* Provided entries *
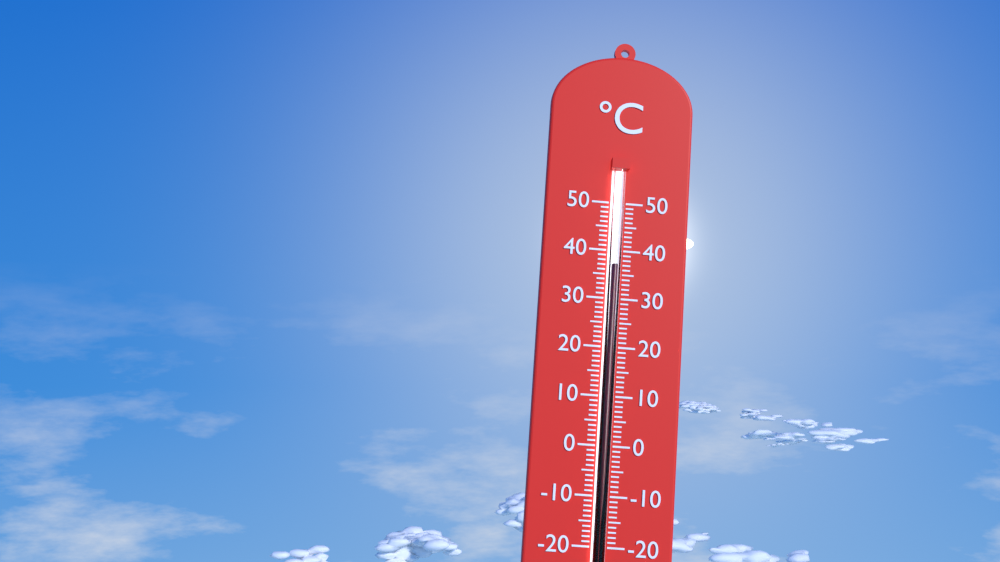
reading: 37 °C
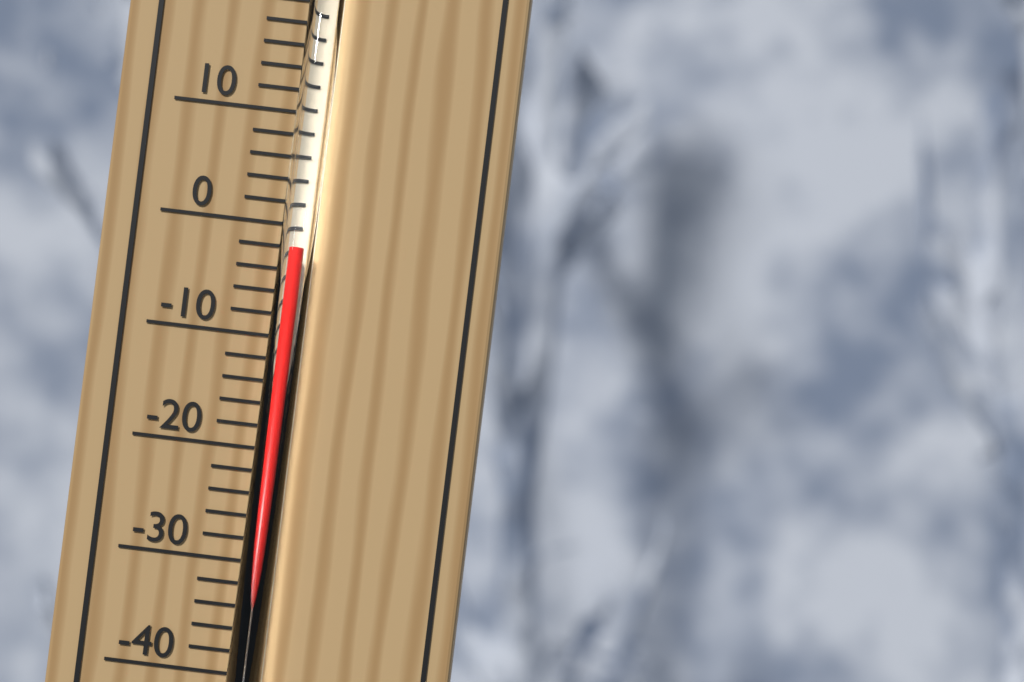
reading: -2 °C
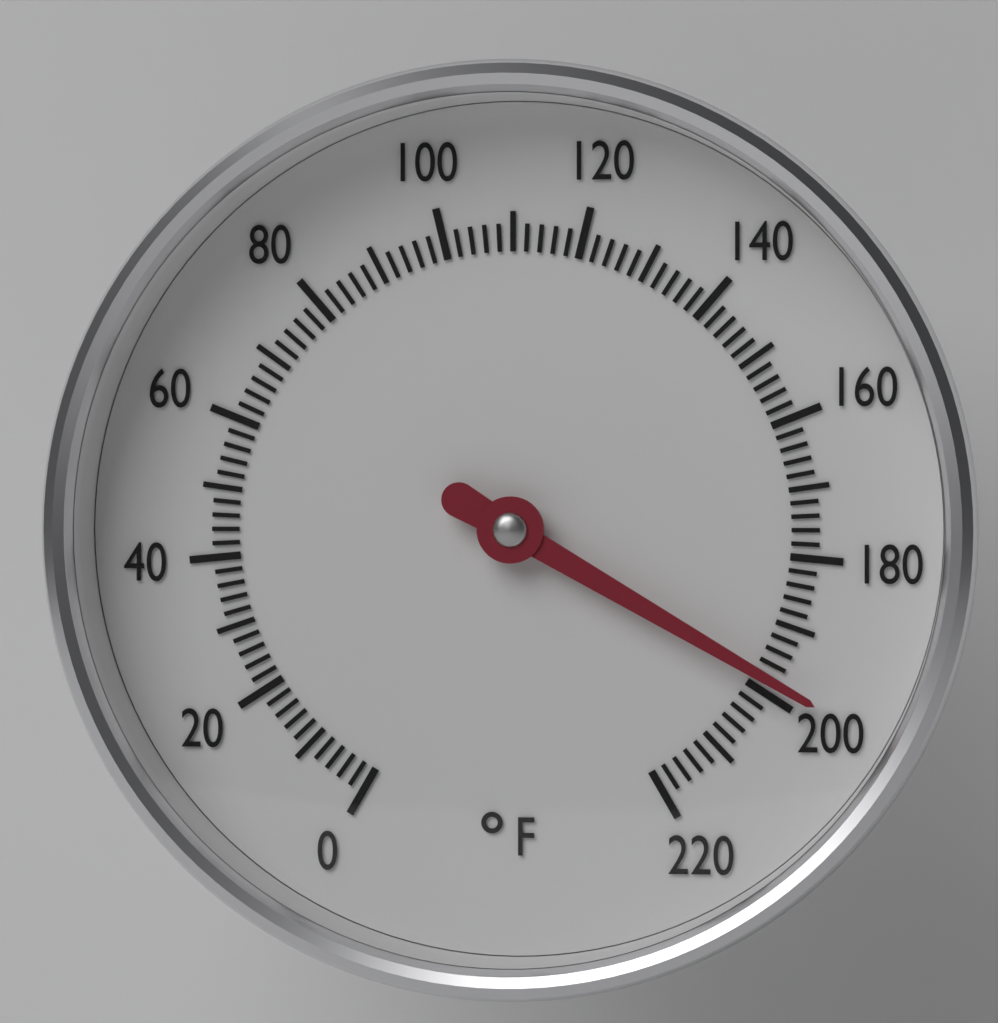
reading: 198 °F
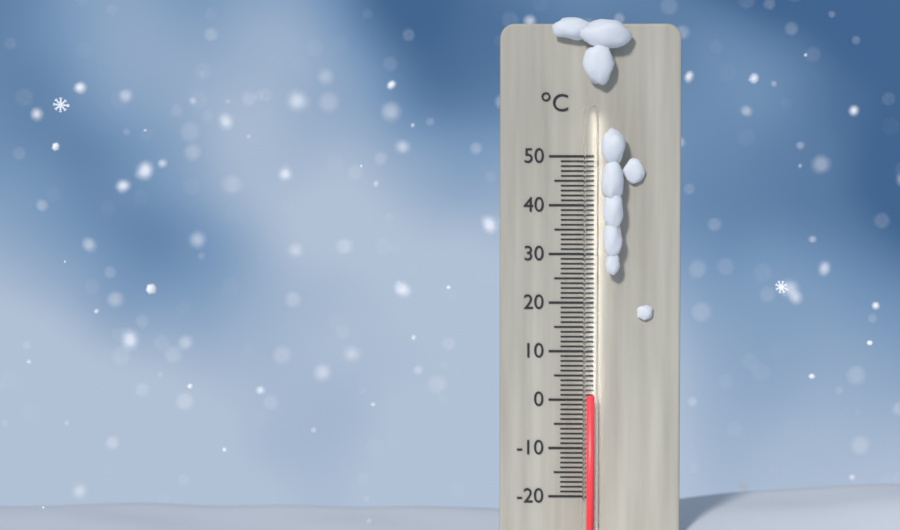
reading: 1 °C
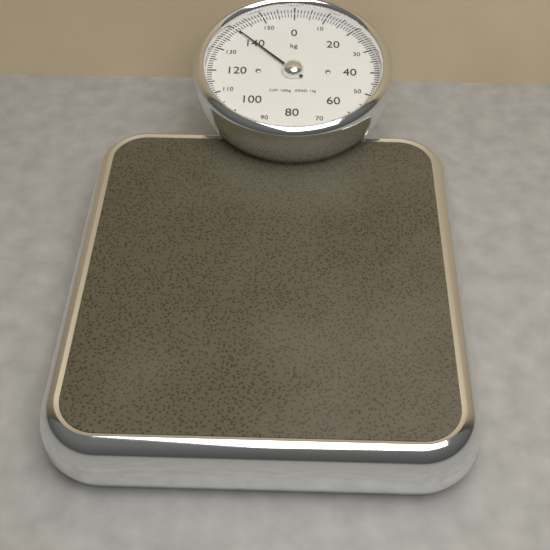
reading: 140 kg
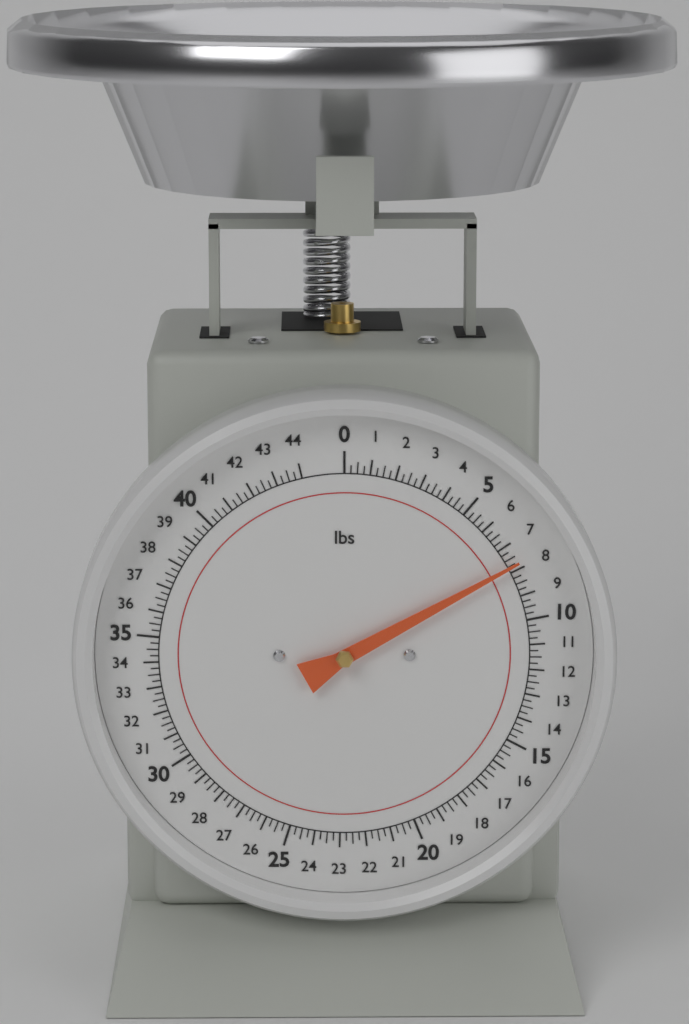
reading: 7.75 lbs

* Your instructions *
Write the listing out exactly, word for word, but omit the pictures.

* Answer box *
reading: 37 °C
reading: -2 °C
reading: 198 °F
reading: 1 °C
reading: 140 kg
reading: 7.75 lbs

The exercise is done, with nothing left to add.